Some New Files
from Friday, February1st of the year2008.
I just finally got the recordings from the Aurora orchestra concert in London last week, and the violin concerto is now available here. I am going to figure out a way to organize these two William Byrd arrangements, but until then, I’m just going to slap them up here. Basically, we were trying to figure out a way to dominate the first half of the program with my music, or, at least, music that would be sympathetic to my 25-minute concerto. It seemed like the best thing was for me to arrange something; John Adams did this trick a few years ago with these Busoni and Liszt arrangements for orchestra that pair very nicely with his own music – it’s a smart move! I decided to look at two of the most beautiful pieces from Byrd’s choral output: Miserere Mei, Deus and Bow Thine Ear (otherwise known as Civitas sancti tui). I took some textural liberties.
Byrd arr. Muhly
Miserere Mei, Deus
Nicholas Collon conducting Aurora Orchestra
Byrd arr. Muhly
Bow Thine Ear
Nicholas Collon conducting Aurora Orchestra
I was also pleased to see that Sasha Frere-Jones had my friends’ band’s name in his mouth online, with linking! Check it out here – they’re called Apes and Androids and they are great. He writes:
If you are still in the mood to hear the eighties recycled, I recommend Apes and Androids. Their song “Nights of the Week” sounds like LCD Soundsystem and David Sylvian, of Japan, covering Kim Carnes’s “Bette Davis Eyes.” If that combination sounds like its own problem—it is not—you can listen to “Nights of the Week” here.
It is sort of fascinating the way he somehow manages to make everything about him and yet says nothing; he once said about Grizzly Bear, ”the band’s sound suggests a group of eunuchs singing next to a music box on a sunken galleon.” I read that shit when I was in Iceland in October and seriously freaked out; you can read my extended freakout here but you don’t really have to. Anyway, with SFJ you get the sense that the synapses in his mind bounce around from reference to reference without actually settling on the Thing long enough to properly describe it, and what you end up with is self-portraiture and awkward grammar (check out the boxiness of “If that combination sounds like its own problem” followed immediately by the un-contracted pretension of “it is not” – wild times!) conspiring against his ideas, which themselves are not always that bad! It’s just this weird issue where we have to be observing him observing rather than letting him gently guide us. In any event, it’s good that he’s focusing on young bands, and I’m glad he didn’t feel like he had to plot them on his deliberately provocative racial Kinsey scale and I’m glad he linked to their myspace so maybe I should just shut up and post the mp3:
Apes and Androids
Nights of the Week
What I like about this song is that it is, in a very controlled way, harnessing all these 80’s references and being funny about it. The guitar thing at the beginning, with all this delay, moves downwards in 3rds, while the bass moves upwards in contrary motion, creating a little undulating wedge. There is a bonus hiccup bar before the first chorus, which is underscored by this funny synthesized glissando from the top of the scale to the bottom that obscures the
bass line (which is hidden in another synthesizer in mid-range, so not really a bass line at all, very Prince); we get out of the chorus with this brilliant throw-away “ding.” After the second chorus, instead of getting the ding, we get this crazy pedal point (a low note that holds over various chords) accompanied by this robotic voice incanting “nights of the week / these are the” – the order of the words has broken down and a rapturous guitar solo ensues, sliding out into the stratosphere from high Eb to Queen-of-the-night F. Recapitulation and fade. So, there. A description that only uses one parenthetical reference; I hope people like the song and you should go see these guys live if you ever get the opportunity; we are discussing major glitter and latex.
3 Comments
February 2nd, 2008 at 11:48 pm
Lovely music, both the arrangements of the Byrd pieces and the violin “concerto.” Am on my second listen to the violin work – very engaging! I am really impressed by the ability of the Aurora orchestra to navigate your textures so effortlessly.
All the best,
Bradly Baird
West Jordan, Utah
February 17th, 2008 at 4:42 pm
In SFJ’s defense, he’s writing for a popular audience–those of us for whom precise descriptions of the movements of individual instruments mean less than a vague description of its overall effect… Writing about music is like dancing about architecture, like F. Zappa said.
May 9th, 2009 at 1:08 pm
Hey listen, I dunno who you are or what you’re all about, but I came across this looking for Apes and Androids chords and stuff and just googling this, and I just wanted to say – you know what you’re talking about. That pedal point is so cool (I now officially know what ‘pedal point’ is called in English – I’m Dutch and in Dutch it’s called ‘orgelpunt’). And I just love your description of the song, all those lovely little details.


** Problem statement **
What lines in the listing include "swatch"? Return a copy of each.
━━━━
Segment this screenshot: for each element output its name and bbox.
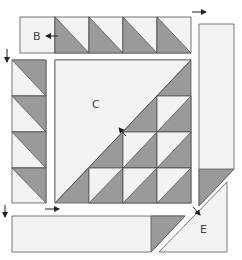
left-strip xyxy=(12,60,46,203)
label-b: B xyxy=(33,30,41,43)
piece-c xyxy=(55,60,191,203)
label-c: C xyxy=(92,98,100,111)
quilt-diagram: B xyxy=(0,0,242,260)
top-hst-units xyxy=(55,17,191,53)
label-e: E xyxy=(200,223,207,236)
bottom-strip xyxy=(12,216,185,252)
piece-b-row xyxy=(20,17,191,53)
right-strip xyxy=(199,24,234,206)
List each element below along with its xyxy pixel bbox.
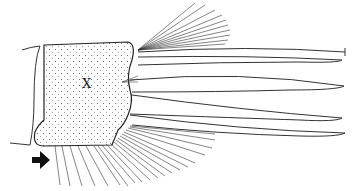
pointer-arrow-icon xyxy=(32,151,50,169)
upper-setae xyxy=(138,3,230,50)
segment-label: X xyxy=(82,76,92,91)
caudal-filaments xyxy=(130,48,345,136)
main-segment xyxy=(34,42,133,146)
illustration: X xyxy=(0,0,356,191)
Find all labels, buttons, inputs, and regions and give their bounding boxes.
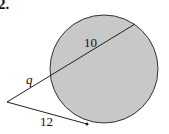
tangent-point [86, 123, 89, 126]
label-internal-segment: 10 [84, 35, 97, 50]
label-tangent-segment: 12 [40, 114, 53, 129]
circle [50, 15, 158, 123]
label-external-segment: q [26, 72, 33, 87]
secant-tangent-diagram: 10 q 12 [0, 0, 169, 134]
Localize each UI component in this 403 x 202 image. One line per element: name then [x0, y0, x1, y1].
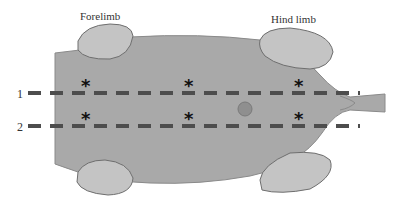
forelimb-label: Forelimb [80, 10, 121, 22]
center-dot [238, 102, 252, 116]
marker-line2-3: * [294, 108, 304, 129]
line-1-label: 1 [17, 87, 23, 101]
hind-limb-label: Hind limb [271, 13, 316, 25]
marker-line2-2: * [184, 108, 194, 129]
marker-line2-1: * [81, 108, 91, 129]
marker-line1-2: * [184, 75, 194, 96]
marker-line1-3: * [294, 75, 304, 96]
marker-line1-1: * [81, 75, 91, 96]
mouse-diagram: 1 2 * * * * * * Forelimb Hind limb [0, 0, 403, 202]
line-2-label: 2 [17, 120, 23, 134]
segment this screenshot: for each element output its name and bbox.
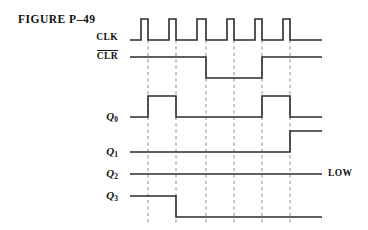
timing-diagram-figure: FIGURE P–49 CLK CLR Q0 Q1 Q2 Q3 LOW	[0, 0, 368, 230]
waveform-canvas	[0, 0, 368, 230]
waveform-clr	[130, 57, 322, 78]
waveform-q3	[130, 196, 322, 217]
waveform-q0	[130, 96, 322, 117]
waveform-clk	[130, 19, 322, 40]
waveform-q1	[130, 131, 322, 152]
waveforms-group	[130, 19, 322, 217]
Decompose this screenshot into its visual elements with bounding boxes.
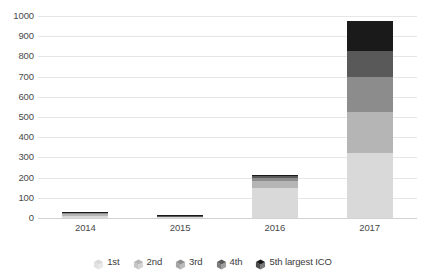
x-tick-label: 2016 (265, 222, 286, 234)
y-tick-label: 100 (0, 193, 34, 203)
legend-item[interactable]: 5th largest ICO (255, 256, 331, 267)
bar-segment[interactable] (347, 112, 393, 153)
y-tick-label: 900 (0, 31, 34, 41)
y-tick-label: 800 (0, 51, 34, 61)
cube-icon (133, 256, 144, 267)
plot-area (38, 16, 417, 218)
cube-icon (175, 256, 186, 267)
bar-segment[interactable] (252, 176, 298, 178)
bar-segment[interactable] (347, 77, 393, 112)
y-tick-label: 1000 (0, 11, 34, 21)
bar-segment[interactable] (252, 181, 298, 187)
legend-item[interactable]: 2nd (133, 256, 163, 267)
legend-label: 5th largest ICO (269, 256, 331, 267)
x-tick-label: 2014 (75, 222, 96, 234)
bar-segment[interactable] (252, 178, 298, 181)
bar-group[interactable] (62, 16, 108, 218)
y-tick-label: 600 (0, 92, 34, 102)
y-tick-label: 700 (0, 72, 34, 82)
bar-segment[interactable] (157, 216, 203, 217)
y-tick-label: 200 (0, 173, 34, 183)
bar-segment[interactable] (252, 175, 298, 176)
legend-item[interactable]: 4th (216, 256, 243, 267)
bar-segment[interactable] (157, 217, 203, 218)
cube-icon (255, 256, 266, 267)
y-tick-label: 300 (0, 152, 34, 162)
y-tick-label: 500 (0, 112, 34, 122)
axis-zero-line (38, 218, 417, 219)
bar-group[interactable] (347, 16, 393, 218)
bar-segment[interactable] (62, 212, 108, 213)
bar-segment[interactable] (347, 153, 393, 218)
chart-legend: 1st2nd3rd4th5th largest ICO (0, 252, 425, 270)
stacked-bar-chart: 01002003004005006007008009001000 2014201… (0, 0, 425, 279)
bar-segment[interactable] (347, 51, 393, 77)
legend-label: 3rd (189, 256, 202, 267)
bar-segment[interactable] (347, 21, 393, 51)
legend-label: 1st (107, 256, 119, 267)
bar-group[interactable] (252, 16, 298, 218)
y-tick-label: 400 (0, 132, 34, 142)
bar-segment[interactable] (62, 214, 108, 215)
x-axis: 2014201520162017 (38, 222, 417, 238)
legend-label: 2nd (147, 256, 163, 267)
cube-icon (216, 256, 227, 267)
x-tick-label: 2017 (359, 222, 380, 234)
x-tick-label: 2015 (170, 222, 191, 234)
bar-segment[interactable] (62, 213, 108, 214)
legend-item[interactable]: 1st (93, 256, 119, 267)
bar-group[interactable] (157, 16, 203, 218)
legend-item[interactable]: 3rd (175, 256, 202, 267)
y-axis: 01002003004005006007008009001000 (0, 16, 34, 218)
legend-label: 4th (230, 256, 243, 267)
y-tick-label: 0 (0, 213, 34, 223)
bar-segment[interactable] (252, 188, 298, 218)
bar-segment[interactable] (62, 216, 108, 218)
cube-icon (93, 256, 104, 267)
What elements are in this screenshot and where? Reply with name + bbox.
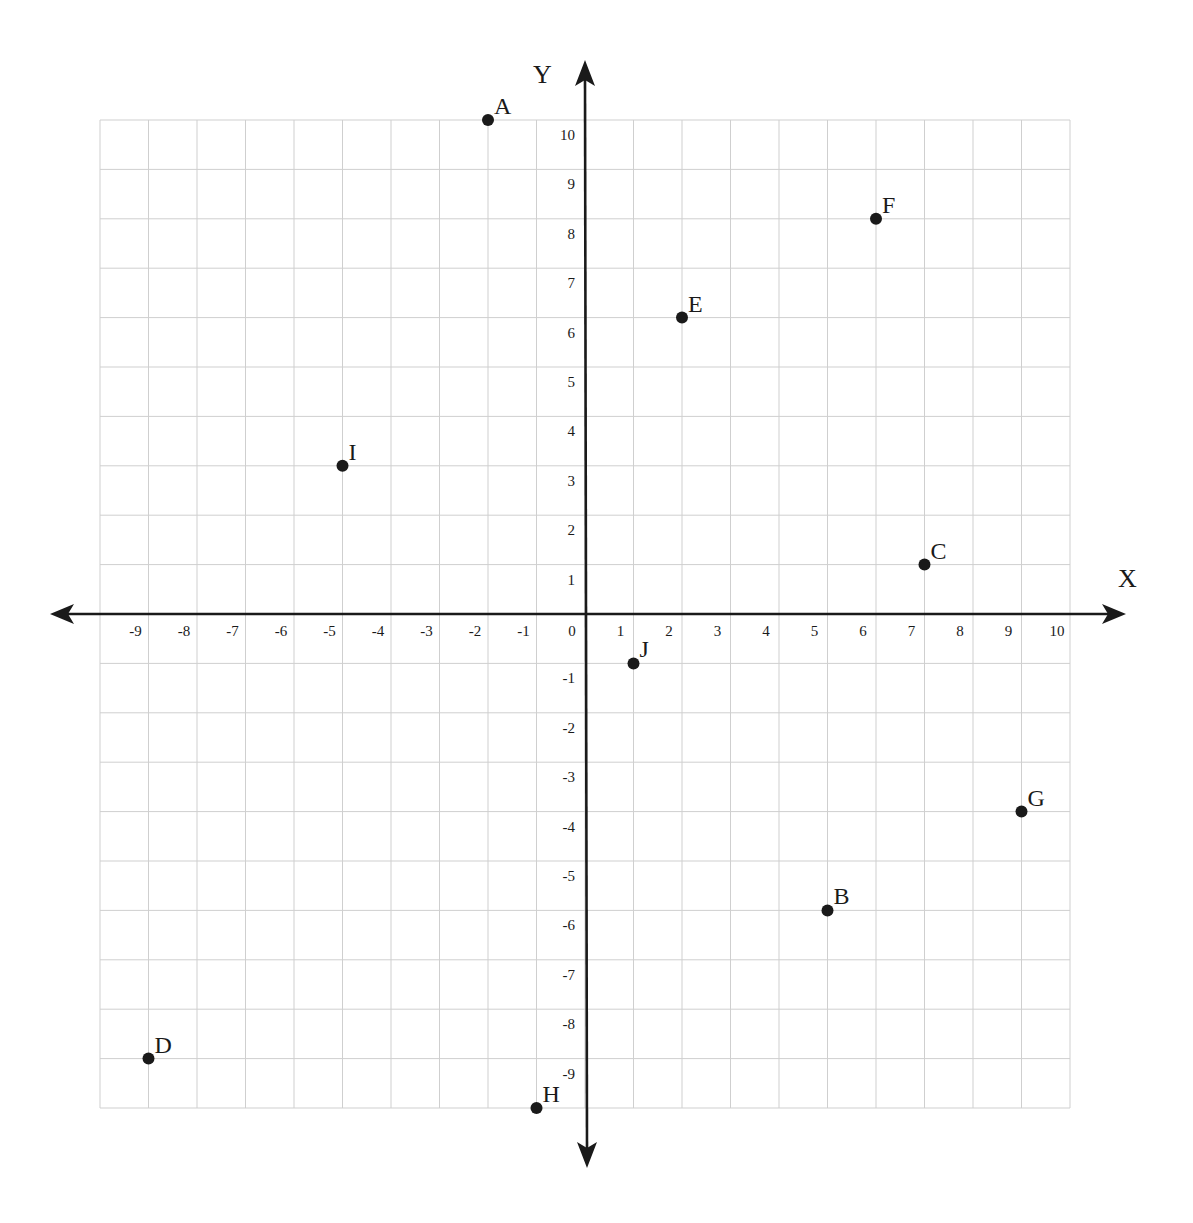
data-point-g: G xyxy=(1016,785,1045,818)
point-label: A xyxy=(494,93,512,119)
y-tick-label: -3 xyxy=(563,769,576,785)
y-tick-label: -4 xyxy=(563,819,576,835)
x-tick-label: 0 xyxy=(568,623,576,639)
data-point-c: C xyxy=(919,538,947,571)
y-tick-label: 5 xyxy=(568,374,576,390)
x-tick-label: -4 xyxy=(372,623,385,639)
point-marker-icon xyxy=(628,657,640,669)
point-marker-icon xyxy=(337,460,349,472)
data-point-j: J xyxy=(628,636,649,669)
point-marker-icon xyxy=(143,1053,155,1065)
y-tick-label: 6 xyxy=(568,325,576,341)
y-tick-label: 7 xyxy=(568,275,576,291)
y-tick-label: 1 xyxy=(568,572,576,588)
x-tick-label: 5 xyxy=(811,623,819,639)
x-tick-label: -7 xyxy=(226,623,239,639)
x-tick-label: 2 xyxy=(665,623,673,639)
point-marker-icon xyxy=(676,312,688,324)
point-marker-icon xyxy=(919,559,931,571)
coordinate-plane: X Y -9-8-7-6-5-4-3-2-1012345678910 10987… xyxy=(0,0,1193,1223)
point-label: C xyxy=(931,538,947,564)
x-tick-label: 1 xyxy=(617,623,625,639)
y-tick-label: 9 xyxy=(568,176,576,192)
y-tick-label: 10 xyxy=(560,127,575,143)
point-marker-icon xyxy=(1016,806,1028,818)
point-label: J xyxy=(640,636,649,662)
y-tick-label: 2 xyxy=(568,522,576,538)
data-point-b: B xyxy=(822,883,850,916)
data-point-d: D xyxy=(143,1032,172,1065)
point-marker-icon xyxy=(822,904,834,916)
y-tick-label: -9 xyxy=(563,1066,576,1082)
y-tick-label: -1 xyxy=(563,670,576,686)
data-point-f: F xyxy=(870,192,895,225)
x-tick-label: 8 xyxy=(956,623,964,639)
y-tick-label: 8 xyxy=(568,226,576,242)
y-tick-label: 3 xyxy=(568,473,576,489)
x-tick-label: -2 xyxy=(469,623,482,639)
point-label: E xyxy=(688,291,703,317)
y-tick-label: -6 xyxy=(563,917,576,933)
x-tick-label: 3 xyxy=(714,623,722,639)
point-marker-icon xyxy=(482,114,494,126)
y-tick-label: -5 xyxy=(563,868,576,884)
point-label: G xyxy=(1028,785,1045,811)
x-axis-title: X xyxy=(1118,564,1137,593)
data-point-i: I xyxy=(337,439,357,472)
y-tick-label: -8 xyxy=(563,1016,576,1032)
point-marker-icon xyxy=(870,213,882,225)
point-label: I xyxy=(349,439,357,465)
data-points: ABCDEFGHIJ xyxy=(143,93,1045,1114)
x-tick-label: 10 xyxy=(1050,623,1065,639)
x-tick-label: 7 xyxy=(908,623,916,639)
data-point-e: E xyxy=(676,291,703,324)
x-tick-label: -6 xyxy=(275,623,288,639)
x-tick-label: 9 xyxy=(1005,623,1013,639)
x-tick-label: -8 xyxy=(178,623,191,639)
point-marker-icon xyxy=(531,1102,543,1114)
point-label: F xyxy=(882,192,895,218)
x-tick-label: -9 xyxy=(129,623,142,639)
x-tick-label: -5 xyxy=(323,623,336,639)
x-tick-label: 4 xyxy=(762,623,770,639)
data-point-a: A xyxy=(482,93,512,126)
data-point-h: H xyxy=(531,1081,560,1114)
point-label: H xyxy=(543,1081,560,1107)
y-axis-title: Y xyxy=(533,60,552,89)
x-tick-label: -3 xyxy=(420,623,433,639)
y-tick-labels: 10987654321-1-2-3-4-5-6-7-8-9 xyxy=(560,127,576,1082)
y-tick-label: 4 xyxy=(568,423,576,439)
y-tick-label: -7 xyxy=(563,967,576,983)
point-label: D xyxy=(155,1032,172,1058)
x-tick-label: -1 xyxy=(517,623,530,639)
y-tick-label: -2 xyxy=(563,720,576,736)
point-label: B xyxy=(834,883,850,909)
x-tick-label: 6 xyxy=(859,623,867,639)
axes: X Y xyxy=(50,60,1137,1168)
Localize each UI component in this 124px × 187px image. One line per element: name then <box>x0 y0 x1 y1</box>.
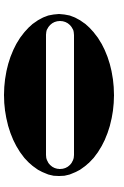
letter-o-glyph <box>0 0 124 187</box>
glyph-canvas: O <box>0 0 124 187</box>
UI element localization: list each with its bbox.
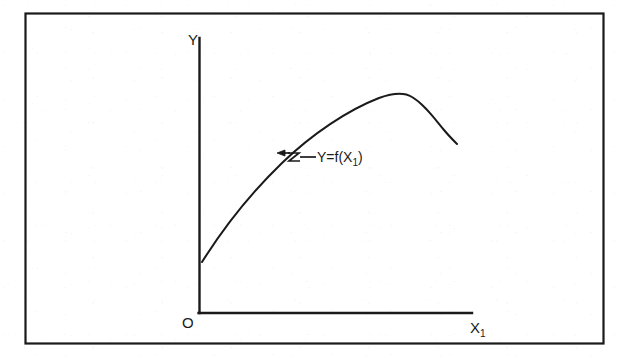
curve-equation-label: Y=f(X1) — [317, 149, 363, 168]
curve-equation-close: ) — [358, 149, 363, 165]
leader-arrowhead-icon — [277, 150, 285, 156]
figure-border — [26, 14, 604, 344]
graph-canvas: Y=f(X1) Y X1 O — [0, 0, 621, 358]
x-axis-label-subscript: 1 — [480, 328, 486, 339]
y-axis-label: Y — [188, 31, 198, 48]
figure-screenshot: Y=f(X1) Y X1 O — [0, 0, 621, 358]
function-curve — [202, 94, 457, 262]
annotation-leader — [277, 150, 316, 161]
curve-equation-main: Y=f(X — [317, 149, 353, 165]
x-axis-label: X1 — [470, 319, 486, 339]
x-axis-label-main: X — [470, 319, 480, 336]
origin-label: O — [182, 314, 194, 331]
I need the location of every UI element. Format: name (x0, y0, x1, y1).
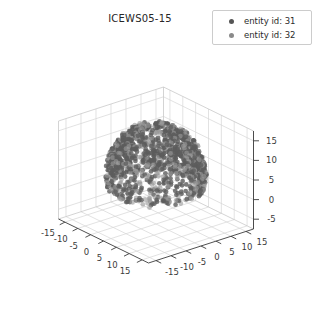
legend-item-0[interactable]: entity id: 31 (213, 14, 311, 28)
scatter-points (103, 119, 209, 210)
y-tick-label: 5 (229, 247, 234, 257)
z-tick-label: 15 (266, 136, 277, 146)
x-tick-label: 15 (120, 266, 131, 276)
y-tick-label: 0 (214, 252, 219, 262)
legend-item-label: entity id: 31 (244, 16, 296, 26)
x-tick-label: -5 (69, 241, 77, 251)
z-tick-label: 0 (269, 195, 274, 205)
legend-item-1[interactable]: entity id: 32 (213, 28, 311, 42)
legend-item-label: entity id: 32 (244, 30, 296, 40)
circle-marker-icon (218, 19, 244, 24)
x-tick-label: -15 (41, 228, 55, 238)
x-tick-label: 5 (97, 253, 102, 263)
z-tick-label: 5 (269, 175, 274, 185)
x-tick-label: 10 (107, 260, 118, 270)
x-tick-label: -10 (54, 234, 68, 244)
y-tick-label: -15 (165, 267, 179, 277)
y-tick-label: -10 (180, 262, 194, 272)
matplotlib-figure: ICEWS05-15 -15-10-5051015-15-10-5051015-… (0, 0, 319, 324)
z-tick-label: -5 (267, 214, 275, 224)
y-tick-label: 15 (257, 237, 268, 247)
circle-marker-icon (218, 33, 244, 38)
legend[interactable]: entity id: 31 entity id: 32 (212, 10, 312, 45)
y-tick-label: 10 (242, 242, 253, 252)
x-tick-label: 0 (84, 247, 89, 257)
y-tick-label: -5 (198, 257, 206, 267)
z-tick-label: 10 (266, 155, 277, 165)
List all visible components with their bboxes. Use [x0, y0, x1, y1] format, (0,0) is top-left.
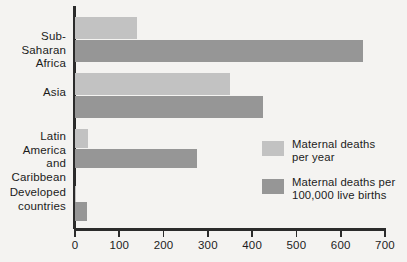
x-tick-300 — [207, 231, 209, 237]
legend-item-maternal-deaths-per-100000: Maternal deaths per 100,000 live births — [262, 178, 407, 208]
legend-swatch-light — [262, 141, 284, 156]
x-tick-label-500: 500 — [287, 239, 307, 251]
bar-asia-series-2 — [75, 96, 263, 118]
category-label-asia: Asia — [43, 86, 66, 100]
x-tick-600 — [340, 231, 342, 237]
bar-chart-figure: 0100200300400500600700 Sub-Saharan Afric… — [0, 0, 407, 262]
bar-sub-saharan-africa-series-1 — [75, 17, 137, 39]
legend-swatch-dark — [262, 179, 284, 194]
legend-label-maternal-deaths-per-100000: Maternal deaths per 100,000 live births — [292, 176, 395, 202]
x-tick-0 — [74, 231, 76, 237]
x-tick-100 — [118, 231, 120, 237]
bar-developed-countries-series-2 — [75, 202, 87, 221]
x-tick-500 — [296, 231, 298, 237]
x-tick-label-200: 200 — [154, 239, 174, 251]
category-label-developed-countries: Developed countries — [10, 186, 66, 213]
x-tick-label-100: 100 — [109, 239, 129, 251]
x-tick-label-300: 300 — [198, 239, 218, 251]
category-label-sub-saharan-africa: Sub-Saharan Africa — [0, 30, 66, 71]
legend-label-maternal-deaths-per-year: Maternal deaths per year — [292, 138, 375, 164]
x-tick-label-600: 600 — [331, 239, 351, 251]
legend-item-maternal-deaths-per-year: Maternal deaths per year — [262, 140, 407, 170]
bar-asia-series-1 — [75, 73, 230, 95]
x-tick-label-400: 400 — [242, 239, 262, 251]
x-tick-label-0: 0 — [72, 239, 79, 251]
x-tick-400 — [251, 231, 253, 237]
x-tick-200 — [163, 231, 165, 237]
category-label-latin-america-caribbean: Latin America and Caribbean — [0, 130, 66, 184]
bar-latin-america-caribbean-series-2 — [75, 149, 197, 168]
x-tick-700 — [384, 231, 386, 237]
x-tick-label-700: 700 — [375, 239, 395, 251]
bar-latin-america-caribbean-series-1 — [75, 129, 88, 148]
chart-legend: Maternal deaths per year Maternal deaths… — [262, 140, 407, 216]
bar-sub-saharan-africa-series-2 — [75, 40, 363, 62]
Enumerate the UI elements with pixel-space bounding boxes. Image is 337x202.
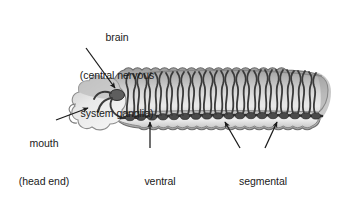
━━━━
** Result **
legend-swatch-light — [262, 141, 284, 156]
legend-swatch-dark — [262, 179, 284, 194]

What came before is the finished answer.